Schools within the NCAA are extremely diverse in terms of sizes of their undergraduate and alumni populations alike.  Larger state schools such as the University of Alabama receive exponentially more in alumni donations then smaller private schools in division one.  These private donations, which can’t be capped by the NCAA, leave Alabama with more potential to pay athletes more than their smaller competitors.  If the NCAA allowed salaries for the students, some colleges would take advantage of their larger endowments and offer better high-school athletes more money to come to their schools, thus affecting recruiting and creating an oligarchic system in which only a few colleges would be successful in college sports.  If the NCAA goes the other way and mandates what colleges are allowed to pay students, many schools would not be able to meet this financial requirement due to their smaller size and inability to pay all their athletes.  
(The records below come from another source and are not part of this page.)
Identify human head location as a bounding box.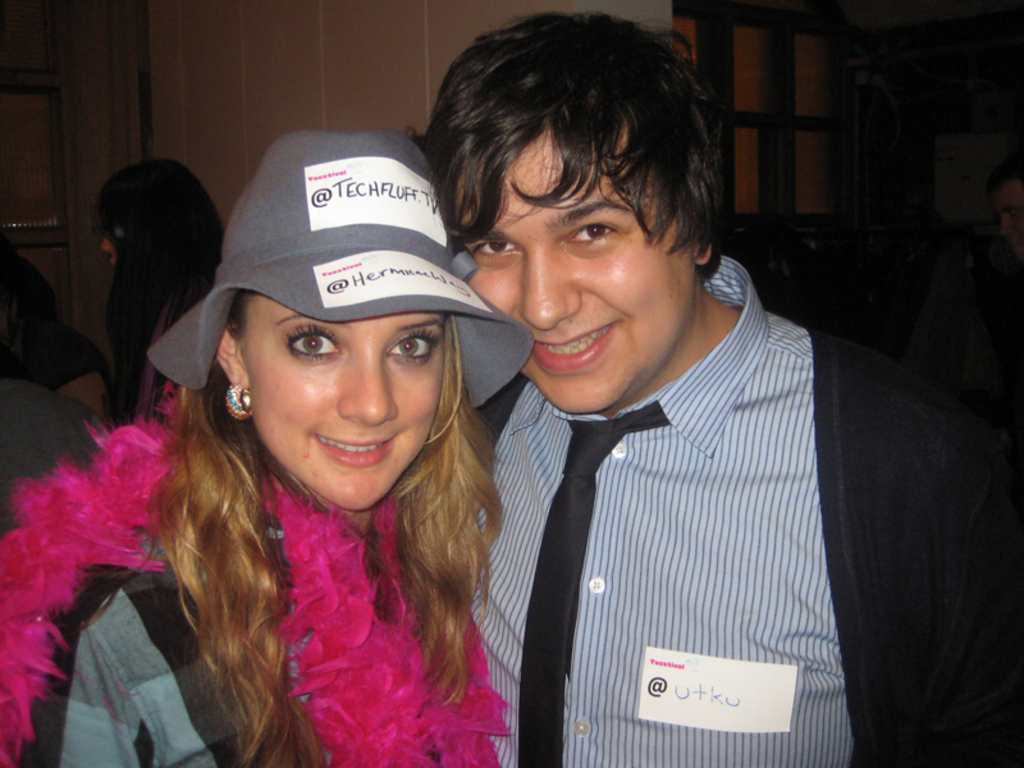
x1=95, y1=161, x2=219, y2=301.
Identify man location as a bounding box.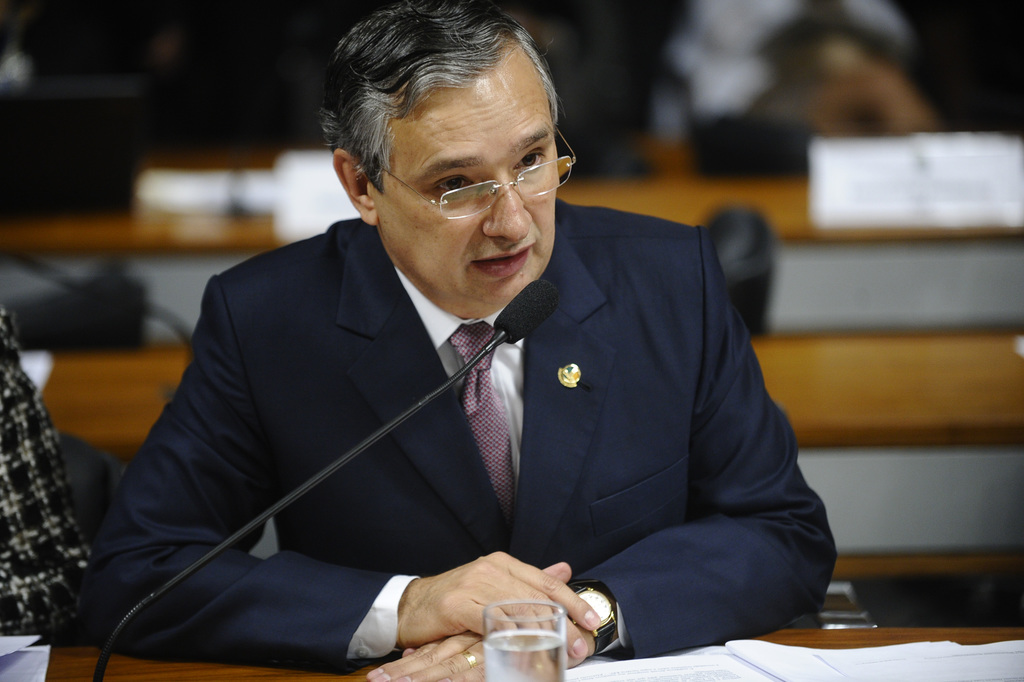
rect(82, 66, 824, 653).
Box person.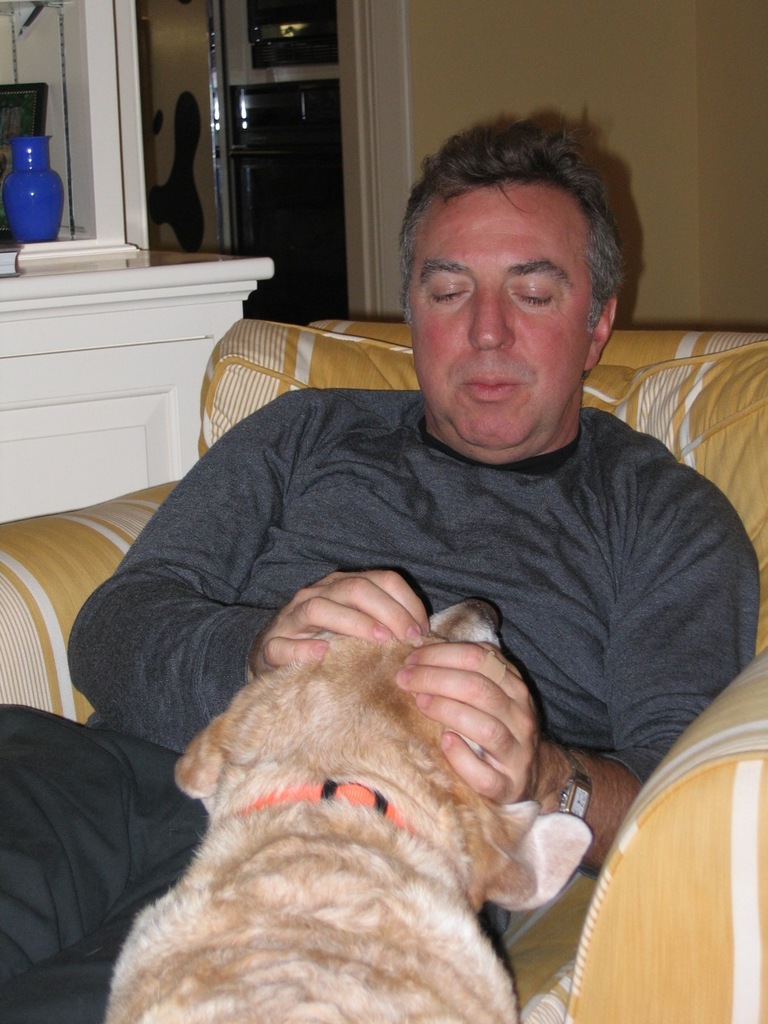
[left=115, top=143, right=735, bottom=960].
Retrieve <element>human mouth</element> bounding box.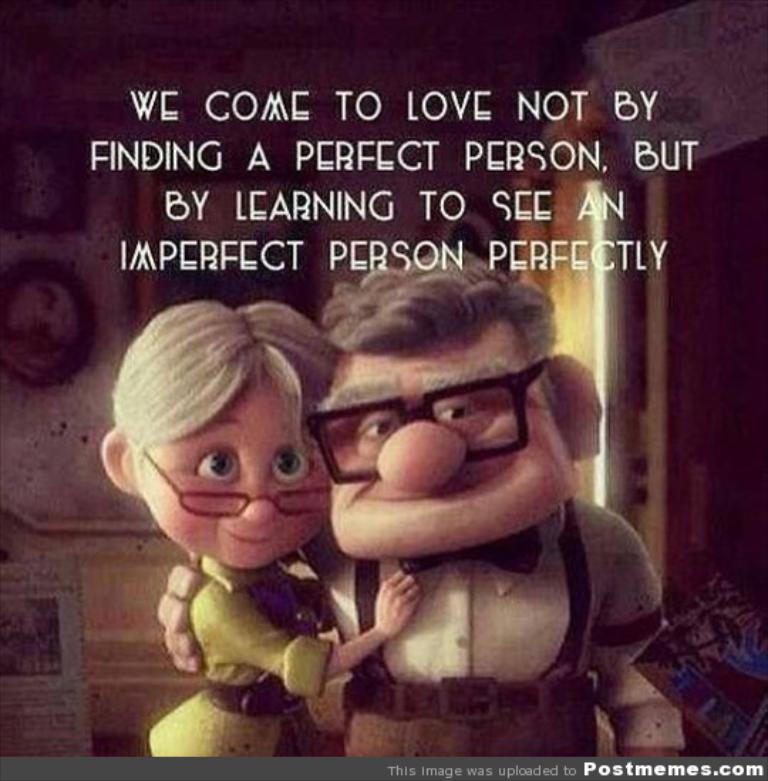
Bounding box: 218/522/279/545.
Given the already valid complaints of corruption in the NCAA, allowing salaries would absolutely cripple the feeble collegiate system.  Students would become professionals and with that comes limitless disputes over contract negotiations, benefits, and all the other side effects that we see in professional sports today.  Student-athletes are already compensated with academic scholarships and given that the average student graduates with $32,000 in debt, many would make the argument that participating in college athletics is a privilege.  Although collegiate student-athletes are asked to commit a lot of time and effort into their respective sports, they are given more lenient acceptance rates, access to reduced-cost or free tutoring, and a host of other benefits during their four years.  The scholarships that these athletes receive are not subjected to taxes and thus worth far more than a $65,000 a year salary that would end up being reduced by as much as forty percent, with the remainder going to federal agencies.  If the non-monetary benefits that these athletes receive are converted to cash incentives, many athletes themselves might find that they actually would receive less overall for their time they commit to their sports.  

A collegiate athlete enters a voluntary agreement to participate in an NCAA-mandated sport.  Although some large colleges take advantage of the “non-profit”, corrupt system and collect money to spend freely, the athletes themselves would benefit more from a reform centered around monetary incentives and programs.  If taxable salaries were to be implemented and collegiate sports became professionalized, institutions themselves would try to find ways around paying athletes less and less and the students would find themselves victimized even more than they are under the present system.  The NCAA is extremely flawed, but the solution lies not in an unrealistic system of student-employees; it lies within the internal benefits a student would receive while studying at their institutions.  Critics of the NCAA should plead for increased tutoring services and schedules that eliminate conflicts with classes rather than trying to give un-equipped freshman large salaries.  College athletics needs to change, but the answer for dishonesty within the NCAA is not to open up opportunities for more corruption by increasing the cash flow of the entire system.